Craig R. McClanahan wrote:
Yes, it's disabled by default.On Mon, 30 Dec 2002, Costin Manolache wrote:I agree. Is 'reloadabl' disabled by default ?Yes ... at least in HEAD of 4.1 and 5.0. I'm pretty sure it's always been that way.
BTW, can't Linux 2.5/2.6 handle thousands of threads without any problem ? I remember reading an iterview of Ingo who said JVM performance and thread handling should be way better in 2.6.
The idea is that there's nothing wrong with designing with threads in mind (I think that's good design), but the problem is that it doesn't quite work too well with most current OSes.
I added (theorical) support for MC4J in 5.0 some time ago, BTW. The only problem is that there's a version clash with MX4J (Tomcat has to use an API which changed between MX4J 1.1 and 1.1.1 to start the JRMP connector, and MC4J only works with MX4J 1.1 at the moment).BTW - another way to do reload-on-demand is using JMX ( the html interface provided by either jmx-ri or mx4j - or any other jmx adaptor ). It may be a good idea to make the manager webapp more powerfull - i.e. support generic ( simple ) get/set operations via JMX.I agree. We could pretty easily provide JMX-based operations for everything that manager does (so that they're accessible from a JMX-based client), and have the manager webapp itself just be wrappers around those same MBean operations (for easy integration into non-JMX clients that can perform HTTP requests).
After hacking to get it to work, in order to test the feature, I noticed the start/stop/reload operations weren't declared on the model MBeans.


*Work required*. Within the entries below, every line containing "diagram" is to be copied.

*Data provided*.
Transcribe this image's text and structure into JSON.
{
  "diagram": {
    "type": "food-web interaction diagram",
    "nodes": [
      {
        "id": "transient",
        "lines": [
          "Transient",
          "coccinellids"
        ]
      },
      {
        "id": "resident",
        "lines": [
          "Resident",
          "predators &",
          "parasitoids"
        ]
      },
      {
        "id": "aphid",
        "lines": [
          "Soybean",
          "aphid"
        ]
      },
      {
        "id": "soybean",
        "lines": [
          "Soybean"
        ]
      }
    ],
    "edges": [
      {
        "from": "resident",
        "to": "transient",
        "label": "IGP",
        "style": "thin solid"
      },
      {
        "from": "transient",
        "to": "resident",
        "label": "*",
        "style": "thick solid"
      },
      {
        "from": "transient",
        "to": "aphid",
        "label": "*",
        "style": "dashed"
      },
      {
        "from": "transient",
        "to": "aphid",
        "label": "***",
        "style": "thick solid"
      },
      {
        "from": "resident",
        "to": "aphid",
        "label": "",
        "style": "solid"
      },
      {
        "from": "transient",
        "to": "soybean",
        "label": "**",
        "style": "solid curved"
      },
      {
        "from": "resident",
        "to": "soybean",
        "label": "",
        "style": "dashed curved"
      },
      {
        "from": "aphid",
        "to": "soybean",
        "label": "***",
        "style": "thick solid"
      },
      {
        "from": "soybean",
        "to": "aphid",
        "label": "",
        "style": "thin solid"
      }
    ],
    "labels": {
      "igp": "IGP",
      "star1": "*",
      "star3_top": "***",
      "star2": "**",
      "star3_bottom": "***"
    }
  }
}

*The completed task*.
  "diagram": {
    "type": "food-web interaction diagram",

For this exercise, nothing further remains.